═════ Records provided

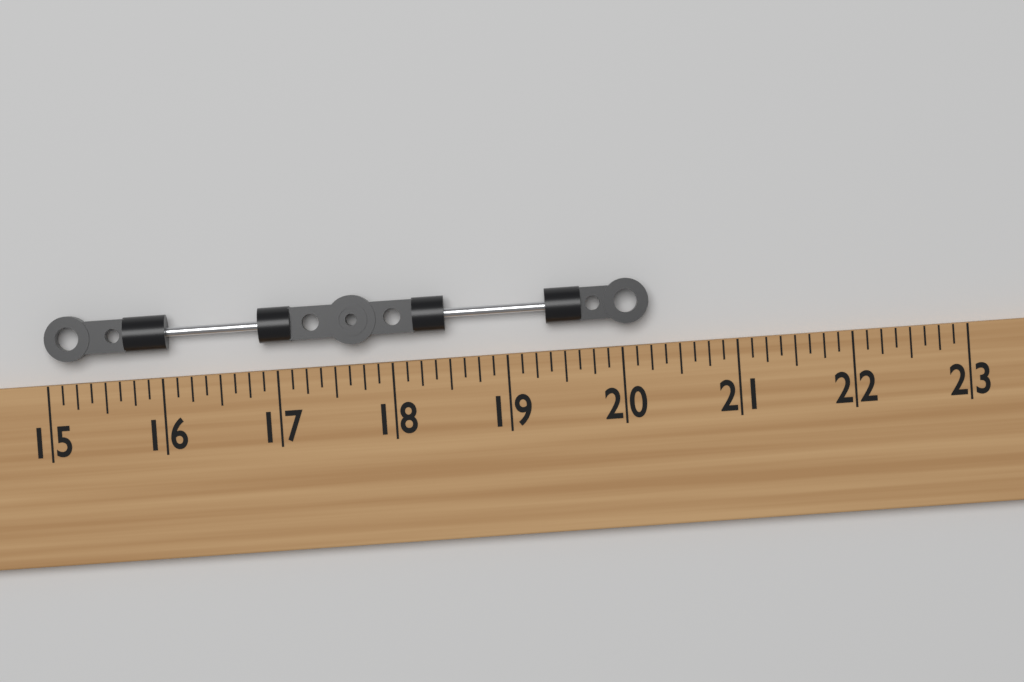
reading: 20.250 (no unit)
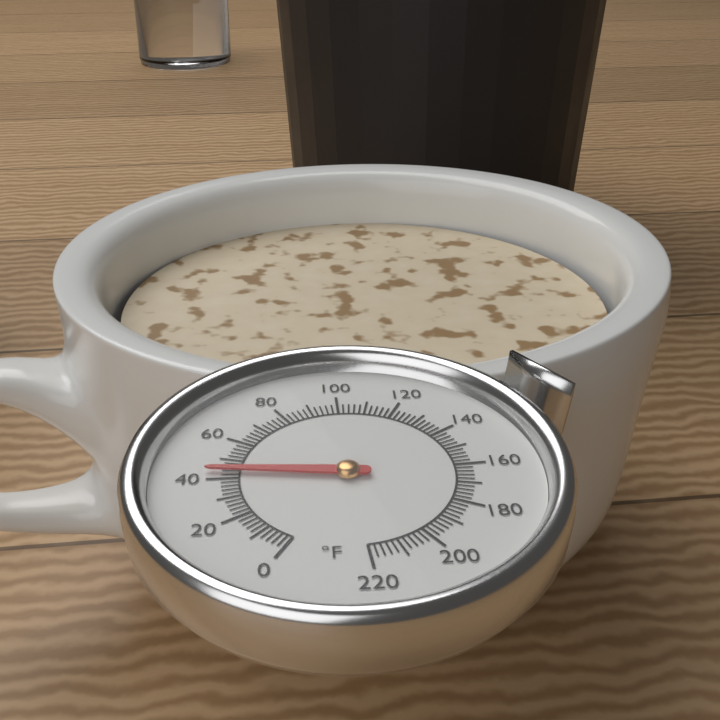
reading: 44 °F
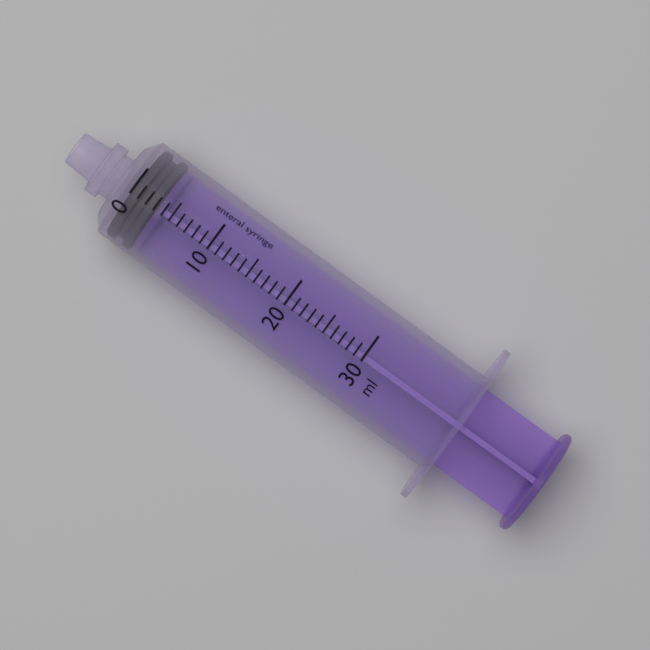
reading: 0 ml
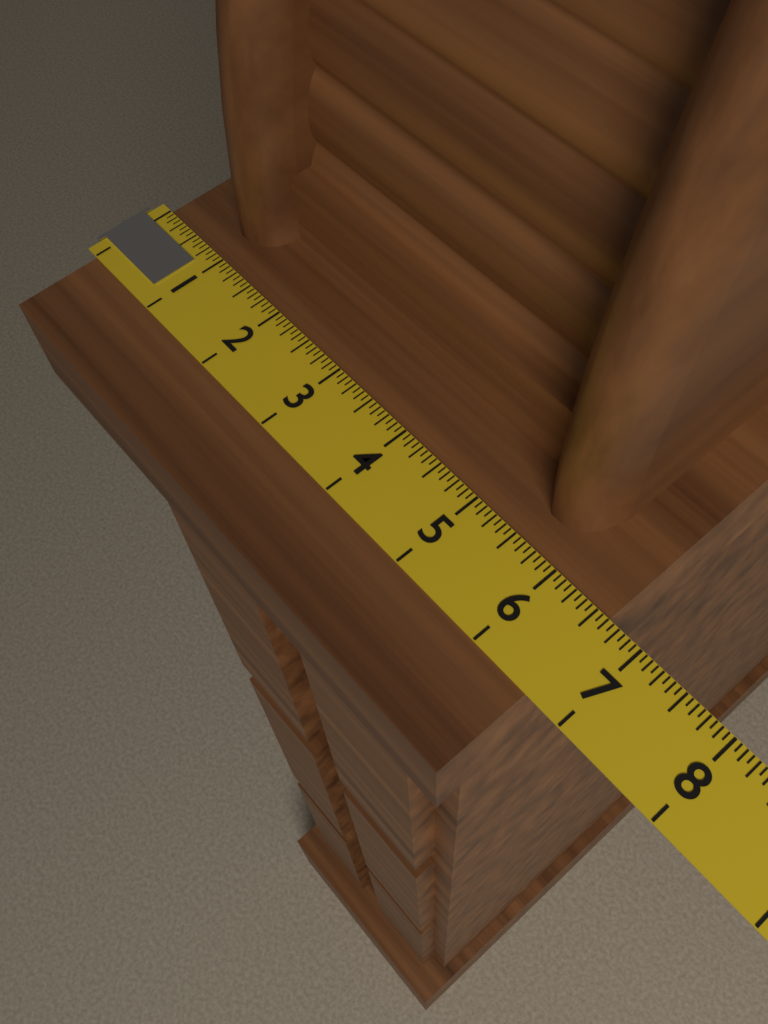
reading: 6.6250 (no unit)
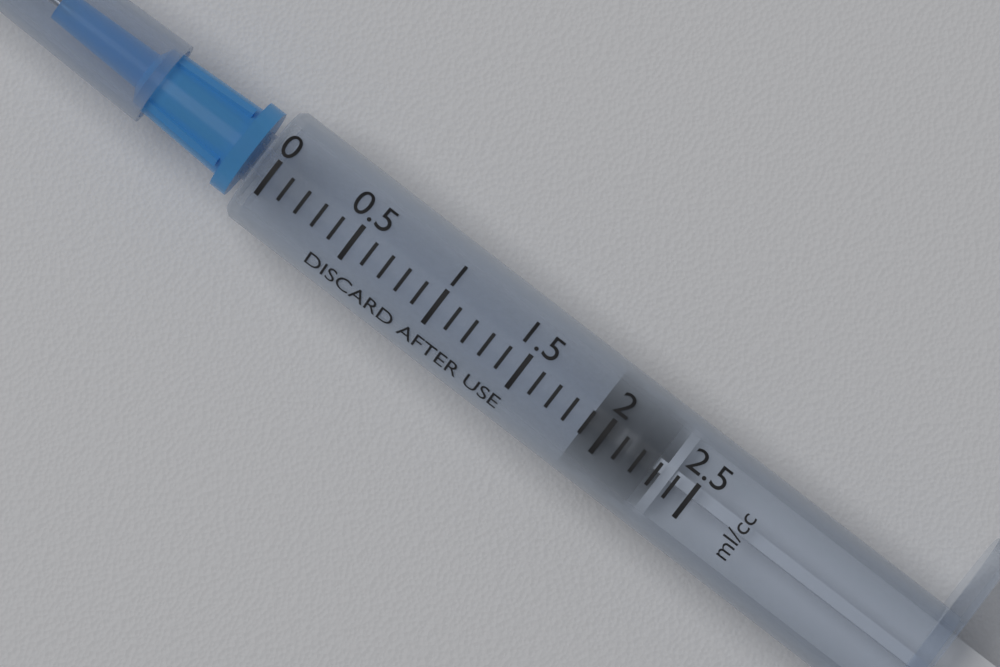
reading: 1.9 ml
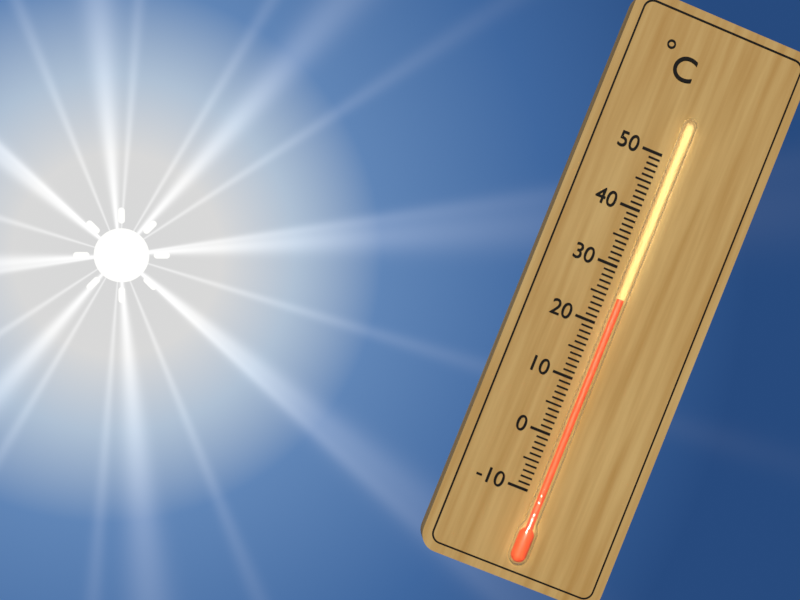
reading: 25 °C
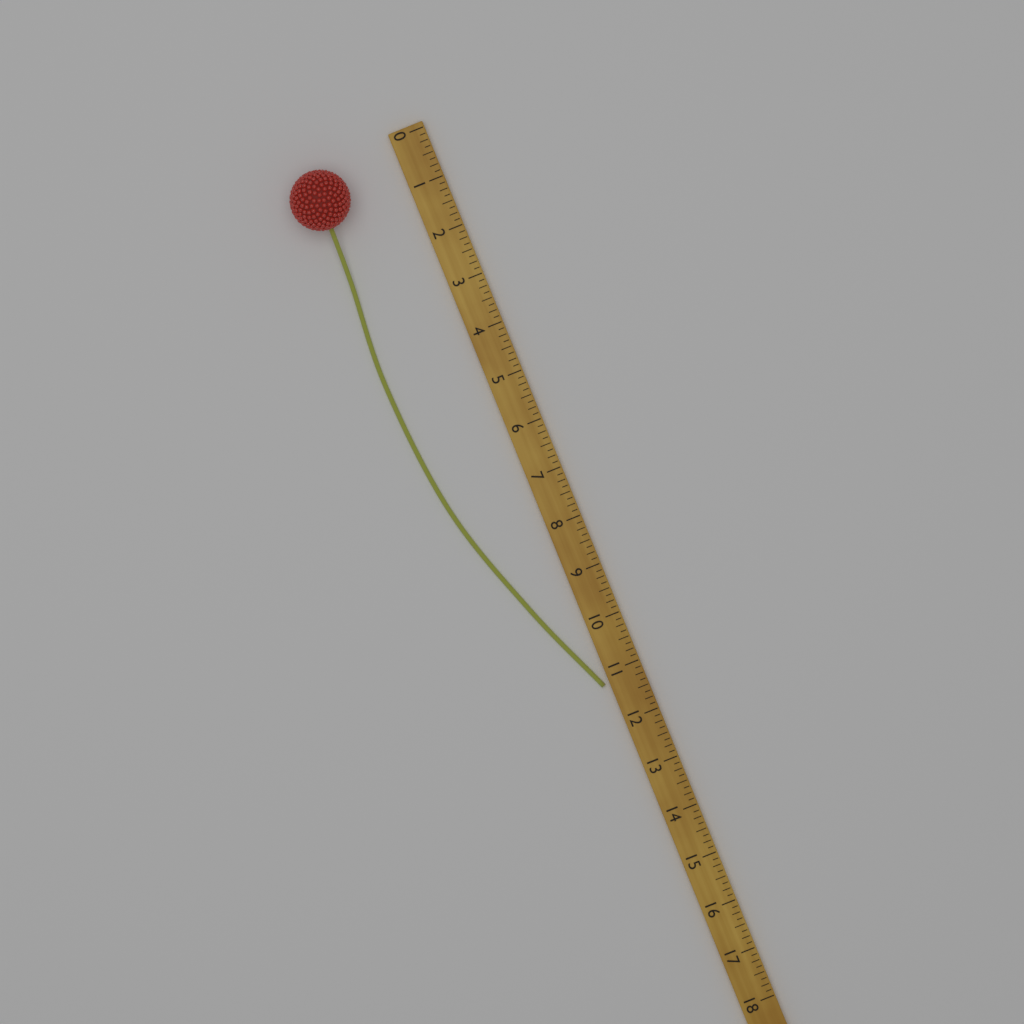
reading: 11.250 (no unit)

══════════

When you write out the data, keep every line exact and drop the pictures.

reading: 20.250 (no unit)
reading: 44 °F
reading: 0 ml
reading: 6.6250 (no unit)
reading: 1.9 ml
reading: 25 °C
reading: 11.250 (no unit)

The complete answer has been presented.